What, what do you think the trends are gonna look like there? Not yet, if I may go first, because I like to differentiate between what I call primary, second factor authentication and secondary, second factor authentication, like distinguishing between the fact that you're logging into your Microsoft machine, like windows, hello for business and stuff like that. And the final world I might, I'm, I'm a total fan and, and promoter of Fido and U two F. But while I, I, I still see some gap there because you cannot just put that together yet.
You can, can reuse the hardware due to the windows biometric framework and, and the availability of multiple credential providers on, on one machine. But yeah, well then you're logged into your backend and not to your as service, which might require a 5 0 2 compliant thing. And as there's still so many use cases like layer three VPN where you need to have one of those old school tokens that some of you might remember awkward. Those two don't go too well yet say there's, there's going to be some, some work done.
So, sorry, Alan, before you start, we've kind of come up to time.
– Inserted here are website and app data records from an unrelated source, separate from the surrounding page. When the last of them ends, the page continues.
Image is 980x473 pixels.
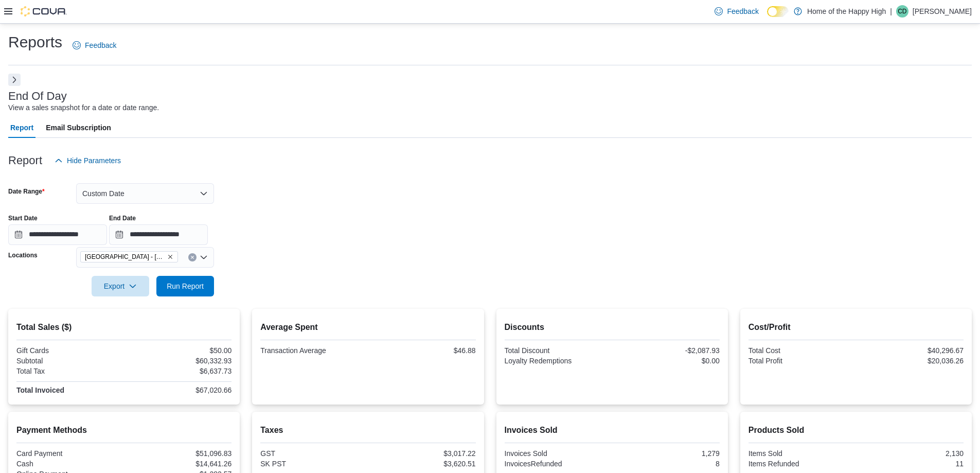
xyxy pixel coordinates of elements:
span: Hide Parameters [67,155,121,166]
a: Feedback [68,35,120,56]
div: $51,096.83 [126,449,232,458]
p: [PERSON_NAME] [913,5,972,18]
div: $46.88 [370,346,475,354]
div: Cyndi Dyck [896,5,909,18]
div: Subtotal [16,356,122,364]
label: End Date [109,214,136,222]
span: CD [898,5,907,18]
div: Items Refunded [749,459,854,468]
h2: Total Sales ($) [16,321,232,334]
label: Start Date [8,214,37,222]
button: Run Report [156,276,214,296]
div: -$2,087.93 [615,346,720,354]
h1: Reports [8,32,62,53]
img: Cova [21,6,67,16]
span: North Battleford - Elkadri Plaza - Fire & Flower [80,251,178,263]
button: Open list of options [200,253,208,261]
label: Locations [8,251,37,260]
input: Press the down key to open a popover containing a calendar. [109,224,208,245]
span: Run Report [167,281,204,291]
div: Loyalty Redemptions [505,356,610,364]
div: $6,637.73 [126,367,232,375]
span: Export [98,276,143,296]
div: $67,020.66 [126,386,232,394]
h2: Invoices Sold [505,424,720,436]
div: SK PST [260,459,366,468]
button: Custom Date [76,183,214,204]
div: GST [260,449,366,458]
button: Hide Parameters [51,150,125,171]
p: Home of the Happy High [808,5,886,18]
div: Gift Cards [16,346,122,354]
div: Cash [16,459,122,468]
div: $14,641.26 [126,459,232,468]
input: Dark Mode [767,6,789,17]
label: Date Range [8,187,45,196]
div: Invoices Sold [505,449,610,458]
span: Report [10,117,34,138]
div: Total Profit [749,356,854,364]
h2: Taxes [260,424,475,436]
p: | [890,5,892,18]
span: [GEOGRAPHIC_DATA] - [GEOGRAPHIC_DATA] - Fire & Flower [85,252,165,262]
div: Card Payment [16,449,122,458]
h2: Discounts [505,321,720,334]
div: $20,036.26 [858,356,964,364]
div: $60,332.93 [126,356,232,364]
button: Clear input [189,253,197,261]
button: Next [8,73,21,86]
div: Transaction Average [260,346,366,354]
h3: Report [8,154,43,166]
h2: Cost/Profit [749,321,964,334]
div: Items Sold [749,449,854,458]
input: Press the down key to open a popover containing a calendar. [8,224,107,245]
span: Feedback [727,6,758,16]
div: View a sales snapshot for a date or date range. [8,103,159,113]
div: 11 [858,459,964,468]
div: Total Tax [16,367,122,375]
div: InvoicesRefunded [505,459,610,468]
h3: End Of Day [8,90,67,103]
div: $40,296.67 [858,346,964,354]
div: Total Cost [749,346,854,354]
a: Feedback [711,1,763,21]
div: $3,017.22 [370,449,475,458]
h2: Average Spent [260,321,475,334]
div: 2,130 [858,449,964,458]
span: Email Subscription [45,117,111,138]
strong: Total Invoiced [16,386,65,394]
button: Remove North Battleford - Elkadri Plaza - Fire & Flower from selection in this group [167,254,173,260]
button: Export [92,276,149,296]
div: Total Discount [505,346,610,354]
div: 8 [615,459,720,468]
div: $50.00 [126,346,232,354]
div: $0.00 [615,356,720,364]
h2: Products Sold [749,424,964,436]
span: Feedback [85,40,117,51]
div: 1,279 [615,449,720,458]
h2: Payment Methods [16,424,232,436]
div: $3,620.51 [370,459,475,468]
span: Dark Mode [767,17,768,18]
I think next year we're gonna lobby four for extra time, but what by all means, make your point, but kinda make it your closing statement and then we'll just come through the panel. Cool. Just make any points that you feel that you haven't made.
I will, I will make the opposite point and say that I think on many of the leading edge companies and the bleeding edge companies, they are doing that, right. I mean, using personal, they've already moved into the, bring your own device. They've already moved into utilizing devices for that. And I think it's gonna apply differently for different businesses and, and what their requirements are internally.
I mean, I use my personal phone for second factor authentication on, on all of our business apps. So, you know, I think everybody's on a different point on that journey.
Sorry, I I'd say that I'd be uncomfortable in hinting at one trend versus we other, because my feeling is that we are a bit in a Cambrian explosion moment in which nature is trying all sorts of body plan and they bring you own device has been a buzzword in our industry already for like better health of a decade, if not more. And now we have a better technologies. We have anomal detection, we have more ubiquitous and powerful mobile devices. And we are trying everything. People went all the way.
We have no VPN, all sauce, and then someone gets breached and suddenly you get stuff that monitors all the movement of the people on the network and now, okay, your employees feel they feel surveyed. So really I think that we are due to some consolidation in term of practices. And right now we are trying everything we are experimenting and we'll see where the industry goes. Okay. I would say that for many years we have built security solutions and CAHSI little defined environments like the intranet.
And we, we did this back time when technologies and approaches were different. And now we have new technologies like Fido two, like my Deconnect and stuff like this. And we have new approaches to do that. And I would say that this gives us all of us, the chance to reconsider our approaches, how to do things and how to achieve better security, better experience for the users, because in the end users, internal workforce users or customers are digital identities, which want to use a service with little fraction and with a good experience and good security. Okay. Fun work goes to you.
So, Yeah, so I, I just want to close with how, how much I hate that use case where you actually hit on that link and you are not in the context of the right user, that the one who sent you, the link expected you. And, and we had that, or I experience that was teams all the time because I, I now have like five or six accounts on teams and I really mess up all the time and can't get end with the teams meeting. We got so much more stuff to do there and, and reduce the friction and the, the user dissatisfaction on these ends. We never get unemployed.
Well, I hope you found that useful if not entertaining. Thank you very much.